Approaching the Intrinsic Limit in Transition Metal Dichalcogenide van der Waals Heterostructures

9th September 2020

Timing : 1 pm EST

For zoom link to the talks, please email mjgc@mit.edu with your institute email and mention affiliation


For a list of all talks at the NanoBio seminar Series 2020, see here


Studying the intrinsic behavior 2D materials requires attention to both external and internal sources of disorder. This talk will first review the techniques used to create clean heterostructures with hBN to reduce environmental disorder. In graphene, ten years of progress has led to device performance now rivaling he highest-quality GaAs-based heterostructures. On the other hand, semiconducting transition metal dichalcogenides (TMDs) are also limited by atomic defects within the crystalline layers, which requires efforts in synthesis and characterization of high purity crystals.

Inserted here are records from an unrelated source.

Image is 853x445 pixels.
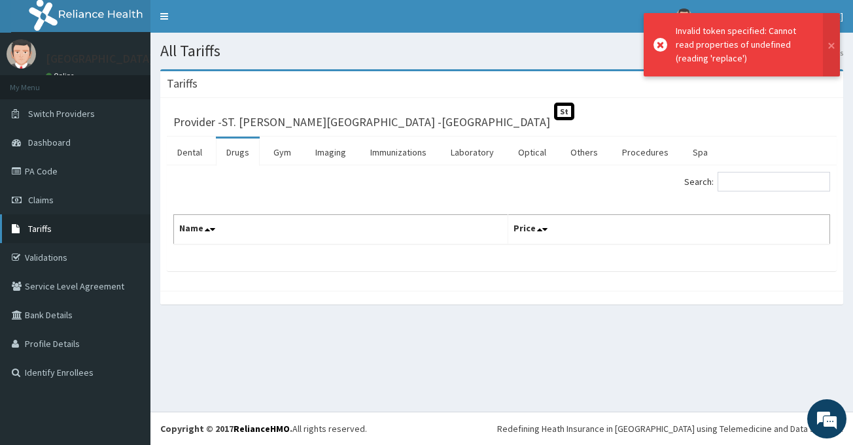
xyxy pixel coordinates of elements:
[507,139,556,166] a: Optical
[717,172,830,192] input: Search:
[68,73,220,90] div: Chat with us now
[28,137,71,148] span: Dashboard
[700,10,843,22] span: [GEOGRAPHIC_DATA][PERSON_NAME]
[28,223,52,235] span: Tariffs
[76,137,180,269] span: We're online!
[233,423,290,435] a: RelianceHMO
[682,139,718,166] a: Spa
[28,194,54,206] span: Claims
[160,423,292,435] strong: Copyright © 2017 .
[554,103,574,120] span: St
[611,139,679,166] a: Procedures
[173,116,550,128] h3: Provider - ST. [PERSON_NAME][GEOGRAPHIC_DATA] -[GEOGRAPHIC_DATA]
[28,108,95,120] span: Switch Providers
[440,139,504,166] a: Laboratory
[507,215,829,245] th: Price
[174,215,508,245] th: Name
[167,139,212,166] a: Dental
[675,8,692,25] img: User Image
[675,24,810,65] div: Invalid token specified: Cannot read properties of undefined (reading 'replace')
[560,139,608,166] a: Others
[46,71,77,80] a: Online
[684,172,830,192] label: Search:
[214,7,246,38] div: Minimize live chat window
[497,422,843,435] div: Redefining Heath Insurance in [GEOGRAPHIC_DATA] using Telemedicine and Data Science!
[263,139,301,166] a: Gym
[167,78,197,90] h3: Tariffs
[7,39,36,69] img: User Image
[160,42,843,59] h1: All Tariffs
[360,139,437,166] a: Immunizations
[150,412,853,445] footer: All rights reserved.
[7,302,249,348] textarea: Type your message and hit 'Enter'
[24,65,53,98] img: d_794563401_company_1708531726252_794563401
[216,139,260,166] a: Drugs
[46,53,239,65] p: [GEOGRAPHIC_DATA][PERSON_NAME]
[305,139,356,166] a: Imaging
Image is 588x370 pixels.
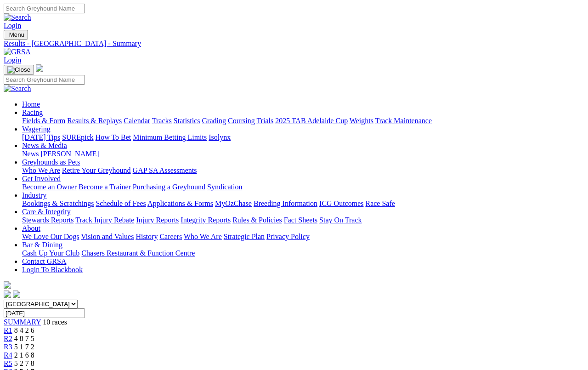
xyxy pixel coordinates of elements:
a: R3 [4,342,12,350]
a: Results - [GEOGRAPHIC_DATA] - Summary [4,39,584,48]
a: Track Injury Rebate [75,216,134,224]
a: R1 [4,326,12,334]
a: Careers [159,232,182,240]
a: News [22,150,39,157]
a: Track Maintenance [375,116,432,124]
span: 4 8 7 5 [14,335,34,342]
div: Bar & Dining [22,249,584,257]
a: Home [22,100,40,108]
a: Vision and Values [81,232,134,240]
a: R2 [4,335,12,342]
a: Breeding Information [254,199,317,207]
a: Statistics [174,116,200,124]
a: Wagering [22,125,51,133]
a: How To Bet [96,133,132,141]
a: Care & Integrity [22,207,71,215]
input: Select date [4,308,85,318]
a: 2025 TAB Adelaide Cup [275,116,347,124]
span: 10 races [43,318,67,326]
img: logo-grsa-white.png [4,281,11,288]
span: 5 2 7 8 [14,359,34,367]
a: Contact GRSA [22,257,66,265]
a: Grading [202,116,226,124]
a: News & Media [22,142,67,149]
div: Care & Integrity [22,216,584,224]
a: Rules & Policies [232,216,282,224]
a: SUMMARY [4,318,41,326]
a: History [135,232,157,240]
a: Greyhounds as Pets [22,158,80,166]
a: We Love Our Dogs [22,232,79,240]
a: Industry [22,191,46,199]
a: R4 [4,351,12,359]
a: [PERSON_NAME] [40,150,99,157]
a: Minimum Betting Limits [133,133,207,141]
a: Who We Are [22,166,60,174]
img: GRSA [4,48,31,56]
a: [DATE] Tips [22,133,60,141]
a: Injury Reports [136,216,179,224]
a: Get Involved [22,174,61,182]
span: 2 1 6 8 [14,351,34,359]
a: Fact Sheets [284,216,317,224]
a: Strategic Plan [224,232,264,240]
a: MyOzChase [215,199,252,207]
a: Tracks [152,116,171,124]
a: Results & Replays [67,116,121,124]
div: News & Media [22,150,584,158]
a: Bar & Dining [22,241,62,249]
a: Login To Blackbook [22,265,83,273]
a: About [22,224,40,232]
a: SUREpick [62,133,93,141]
a: Applications & Forms [147,199,213,207]
img: Search [4,84,31,93]
a: Chasers Restaurant & Function Centre [82,249,195,257]
a: Coursing [228,116,255,124]
button: Toggle navigation [4,65,34,75]
img: facebook.svg [4,290,11,297]
a: Race Safe [365,199,395,207]
img: Search [4,13,31,21]
img: Close [7,66,30,74]
a: R5 [4,359,12,367]
a: Become a Trainer [79,183,131,191]
a: Isolynx [209,133,230,141]
a: Stay On Track [319,216,361,224]
a: Weights [350,116,373,124]
a: Retire Your Greyhound [62,166,131,174]
input: Search [4,4,85,13]
span: 8 4 2 6 [14,326,34,334]
a: Purchasing a Greyhound [133,183,205,191]
input: Search [4,75,85,84]
a: Fields & Form [22,116,65,124]
a: Cash Up Your Club [22,249,79,257]
div: Wagering [22,133,584,142]
div: Get Involved [22,183,584,191]
a: Stewards Reports [22,216,74,224]
a: Privacy Policy [266,232,310,240]
span: 5 1 7 2 [14,342,34,350]
span: Menu [9,31,24,38]
div: Industry [22,199,584,207]
a: Bookings & Scratchings [22,199,94,207]
a: Racing [22,109,43,116]
a: ICG Outcomes [319,199,363,207]
a: Trials [256,116,273,124]
a: Integrity Reports [180,216,230,224]
img: twitter.svg [13,290,20,297]
a: Calendar [124,116,150,124]
img: logo-grsa-white.png [36,64,43,71]
a: Login [4,21,21,29]
div: Greyhounds as Pets [22,166,584,174]
button: Toggle navigation [4,30,28,39]
a: GAP SA Assessments [133,166,197,174]
a: Login [4,56,21,64]
a: Schedule of Fees [96,199,146,207]
a: Become an Owner [22,183,76,191]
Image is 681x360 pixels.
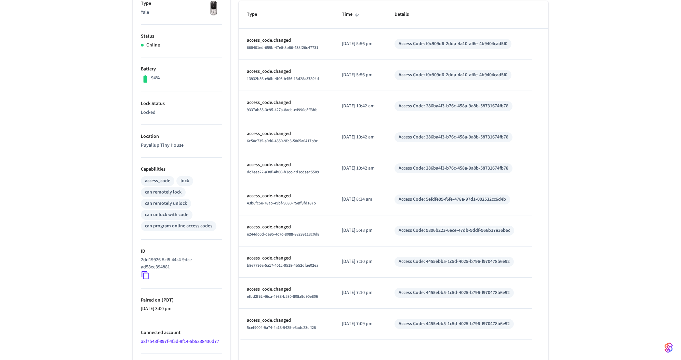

This talk will present recent progress in synthesis of TMD crystals with dramatically lower defect density using a self-flux technique. Combining higher crystal quality and clean encapsulation allows observation of greatly enhanced optical properties, including near-unity photoluminescence quantum yield, and long excited-state lifetime in TMD heterostructures. In addition, electronic transport measurements show improved carrier mobility and reveal many new details in magnetotransport measurements, including observation of fractional quantum Hall states in monolayer TMDs. These high-quality crystals also allow studies of twisted bilayer TMDs, which show the emergence of many-body correlated states.